Cryptocurrency markets have been under pressure in the past week following the collapse of the third-largest stablecoin, terraUSD (UST), Citi said in a note published May 13.
The fall in crypto markets took place against the backdrop of already weak risk assets, and Citi says it does not expect a broader economic fallout because the digital-asset market is still relatively small compared with traditional asset classes and the make-up of household wealth.
The analysts said they saw no apparent “lead effect” from bitcoin to S&P 500 index futures. The recent weakness in bitcoin and equities appears “contemporaneous,” according to the report. Still, given the existing poor sentiment in equities, the fall in crypto markets doesn’t help, it said.
Bitcoin is expected to remain highly volatile, and is influenced by many factors including potential regulatory action, the report added, noting that the BTC price has declined close to “production cost and spot adoption model implied valuations.”
The bank sees production costs as a floor because below these levels it is “less economical for mining, which may lead to a decline in hash rates, and an adjustment in algorithm difficulty to keep the bitcoin mining reward rate constant.”
Citi says regulatory interest in stablecoins is likely to increase after the UST depegging.
Morgan Stanley said in a report Thursday that clients were asking whether the large drop in crypto prices and the depegging of stablecoins poses a “more systematic risk for broader financial markets.”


* **THE PROBLEM**
Work out how many lines in these entries include the string "pixels", and give only that figure.

* **DATA EXTRACT**
________________________________________

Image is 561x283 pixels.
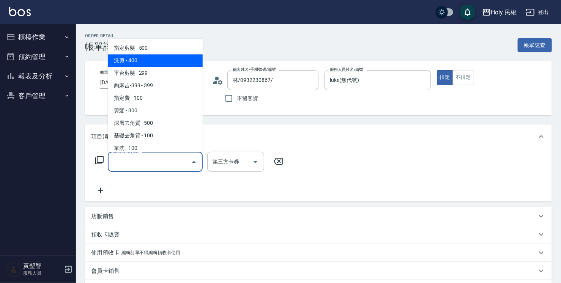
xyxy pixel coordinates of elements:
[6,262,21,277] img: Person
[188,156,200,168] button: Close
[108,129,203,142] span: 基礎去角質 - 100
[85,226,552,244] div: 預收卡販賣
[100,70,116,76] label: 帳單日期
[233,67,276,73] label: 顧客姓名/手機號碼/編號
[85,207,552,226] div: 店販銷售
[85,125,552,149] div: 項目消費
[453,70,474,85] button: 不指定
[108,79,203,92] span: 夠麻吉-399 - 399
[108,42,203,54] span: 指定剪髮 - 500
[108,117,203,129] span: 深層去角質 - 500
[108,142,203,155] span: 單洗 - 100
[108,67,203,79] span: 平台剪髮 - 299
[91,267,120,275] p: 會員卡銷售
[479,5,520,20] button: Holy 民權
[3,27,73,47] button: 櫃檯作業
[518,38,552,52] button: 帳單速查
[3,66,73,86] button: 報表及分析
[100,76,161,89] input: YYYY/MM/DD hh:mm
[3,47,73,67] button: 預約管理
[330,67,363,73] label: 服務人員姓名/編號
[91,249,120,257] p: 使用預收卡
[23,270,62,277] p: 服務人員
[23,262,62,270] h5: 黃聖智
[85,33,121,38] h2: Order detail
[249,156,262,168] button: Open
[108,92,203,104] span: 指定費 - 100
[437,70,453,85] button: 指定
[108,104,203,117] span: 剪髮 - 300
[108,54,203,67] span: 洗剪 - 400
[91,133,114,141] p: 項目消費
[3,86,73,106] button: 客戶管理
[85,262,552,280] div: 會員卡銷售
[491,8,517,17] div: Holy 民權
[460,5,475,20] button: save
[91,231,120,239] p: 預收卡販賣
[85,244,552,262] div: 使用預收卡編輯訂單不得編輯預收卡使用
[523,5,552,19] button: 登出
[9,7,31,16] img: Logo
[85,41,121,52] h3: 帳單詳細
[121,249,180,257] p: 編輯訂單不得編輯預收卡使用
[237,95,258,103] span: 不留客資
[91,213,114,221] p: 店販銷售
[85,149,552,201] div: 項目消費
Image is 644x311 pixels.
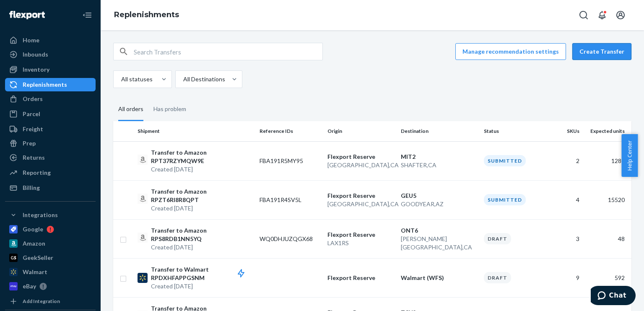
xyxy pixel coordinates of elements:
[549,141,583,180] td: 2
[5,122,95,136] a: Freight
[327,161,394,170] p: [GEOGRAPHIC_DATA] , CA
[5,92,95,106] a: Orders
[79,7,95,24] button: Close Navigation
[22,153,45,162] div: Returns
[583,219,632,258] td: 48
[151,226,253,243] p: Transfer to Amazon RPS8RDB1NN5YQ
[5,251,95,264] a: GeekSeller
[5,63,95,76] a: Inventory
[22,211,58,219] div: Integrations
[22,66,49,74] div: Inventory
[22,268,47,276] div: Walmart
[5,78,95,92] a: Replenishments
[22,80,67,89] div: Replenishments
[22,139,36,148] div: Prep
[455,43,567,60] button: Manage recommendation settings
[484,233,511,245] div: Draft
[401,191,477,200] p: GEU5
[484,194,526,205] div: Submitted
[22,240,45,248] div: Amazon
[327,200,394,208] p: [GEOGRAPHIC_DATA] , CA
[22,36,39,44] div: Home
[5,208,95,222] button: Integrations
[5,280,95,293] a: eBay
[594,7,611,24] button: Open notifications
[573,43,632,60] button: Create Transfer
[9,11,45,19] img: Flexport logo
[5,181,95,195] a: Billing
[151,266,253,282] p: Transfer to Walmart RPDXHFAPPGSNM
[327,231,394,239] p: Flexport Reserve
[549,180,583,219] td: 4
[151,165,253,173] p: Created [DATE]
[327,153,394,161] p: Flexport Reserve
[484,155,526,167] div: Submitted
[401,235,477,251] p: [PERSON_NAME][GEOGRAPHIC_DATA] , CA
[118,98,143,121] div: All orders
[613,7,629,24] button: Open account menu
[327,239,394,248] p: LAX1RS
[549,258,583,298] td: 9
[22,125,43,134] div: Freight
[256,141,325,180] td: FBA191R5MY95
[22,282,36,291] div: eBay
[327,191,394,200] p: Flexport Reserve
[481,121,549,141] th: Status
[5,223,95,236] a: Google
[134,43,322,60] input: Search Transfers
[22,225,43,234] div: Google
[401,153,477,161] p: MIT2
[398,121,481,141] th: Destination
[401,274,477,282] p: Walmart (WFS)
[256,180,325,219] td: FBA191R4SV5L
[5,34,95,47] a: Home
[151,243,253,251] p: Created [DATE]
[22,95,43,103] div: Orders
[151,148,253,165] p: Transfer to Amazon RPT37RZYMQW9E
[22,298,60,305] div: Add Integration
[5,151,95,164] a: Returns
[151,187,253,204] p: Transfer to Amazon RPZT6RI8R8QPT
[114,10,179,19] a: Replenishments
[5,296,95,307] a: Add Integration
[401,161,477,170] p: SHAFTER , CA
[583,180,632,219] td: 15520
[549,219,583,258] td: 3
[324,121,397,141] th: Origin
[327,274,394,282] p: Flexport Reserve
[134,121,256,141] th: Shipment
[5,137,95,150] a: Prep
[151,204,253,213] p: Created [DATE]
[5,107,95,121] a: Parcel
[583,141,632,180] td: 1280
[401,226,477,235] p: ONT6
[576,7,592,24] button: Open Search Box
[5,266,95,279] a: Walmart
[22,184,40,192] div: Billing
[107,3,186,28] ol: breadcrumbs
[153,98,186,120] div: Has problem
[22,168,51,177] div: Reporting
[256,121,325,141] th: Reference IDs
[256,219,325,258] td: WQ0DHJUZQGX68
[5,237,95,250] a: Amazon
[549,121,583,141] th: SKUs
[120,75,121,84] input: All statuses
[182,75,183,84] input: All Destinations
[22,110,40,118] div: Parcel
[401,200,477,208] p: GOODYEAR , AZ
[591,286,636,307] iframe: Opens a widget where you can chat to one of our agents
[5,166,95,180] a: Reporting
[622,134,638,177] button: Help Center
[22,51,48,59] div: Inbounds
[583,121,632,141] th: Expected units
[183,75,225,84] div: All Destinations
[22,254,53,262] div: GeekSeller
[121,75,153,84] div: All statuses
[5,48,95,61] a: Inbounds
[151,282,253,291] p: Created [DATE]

________________________________________

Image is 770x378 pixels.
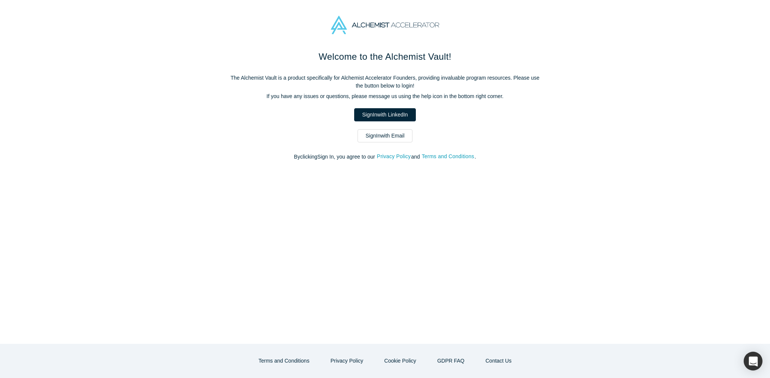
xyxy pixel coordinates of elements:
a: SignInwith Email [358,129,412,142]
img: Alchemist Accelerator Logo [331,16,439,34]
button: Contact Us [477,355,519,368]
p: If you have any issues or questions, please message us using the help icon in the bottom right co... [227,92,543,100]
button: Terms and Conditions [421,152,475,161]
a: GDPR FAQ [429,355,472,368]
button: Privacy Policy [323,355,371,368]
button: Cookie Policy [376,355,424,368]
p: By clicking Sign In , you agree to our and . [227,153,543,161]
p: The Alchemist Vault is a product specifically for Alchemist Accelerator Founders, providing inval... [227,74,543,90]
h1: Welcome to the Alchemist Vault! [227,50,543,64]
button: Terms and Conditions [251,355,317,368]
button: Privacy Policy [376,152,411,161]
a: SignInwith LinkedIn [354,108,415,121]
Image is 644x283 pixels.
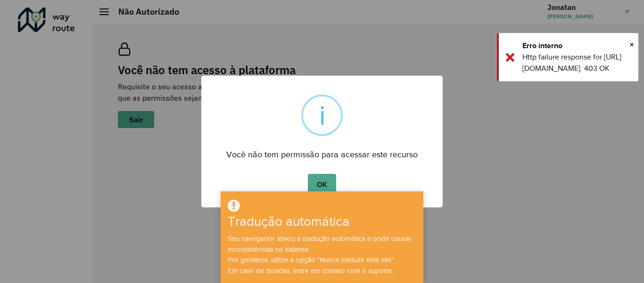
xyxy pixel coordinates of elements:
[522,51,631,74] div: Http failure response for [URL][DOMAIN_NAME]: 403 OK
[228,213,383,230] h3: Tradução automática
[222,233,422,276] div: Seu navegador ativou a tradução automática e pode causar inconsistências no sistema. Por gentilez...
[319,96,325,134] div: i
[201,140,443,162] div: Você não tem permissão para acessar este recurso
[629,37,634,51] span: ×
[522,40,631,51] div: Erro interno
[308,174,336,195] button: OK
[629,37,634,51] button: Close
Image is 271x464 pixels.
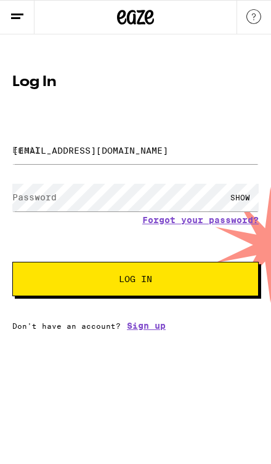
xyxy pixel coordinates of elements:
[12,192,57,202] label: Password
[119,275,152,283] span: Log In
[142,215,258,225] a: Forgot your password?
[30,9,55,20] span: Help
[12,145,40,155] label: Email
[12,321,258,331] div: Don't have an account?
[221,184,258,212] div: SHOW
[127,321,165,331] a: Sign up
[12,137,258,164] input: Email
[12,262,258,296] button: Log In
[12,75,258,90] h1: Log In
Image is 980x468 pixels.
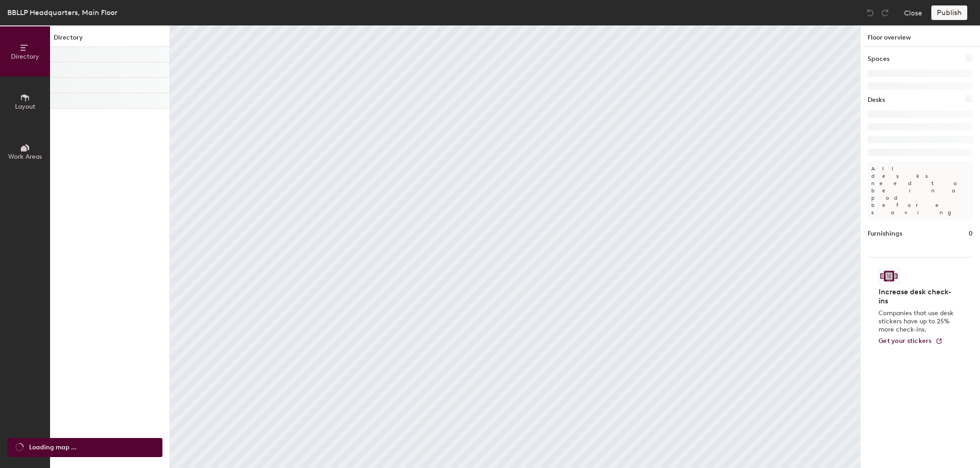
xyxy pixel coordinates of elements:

________________________________________

* **RESPONSE TO THIS EXERCISE**
6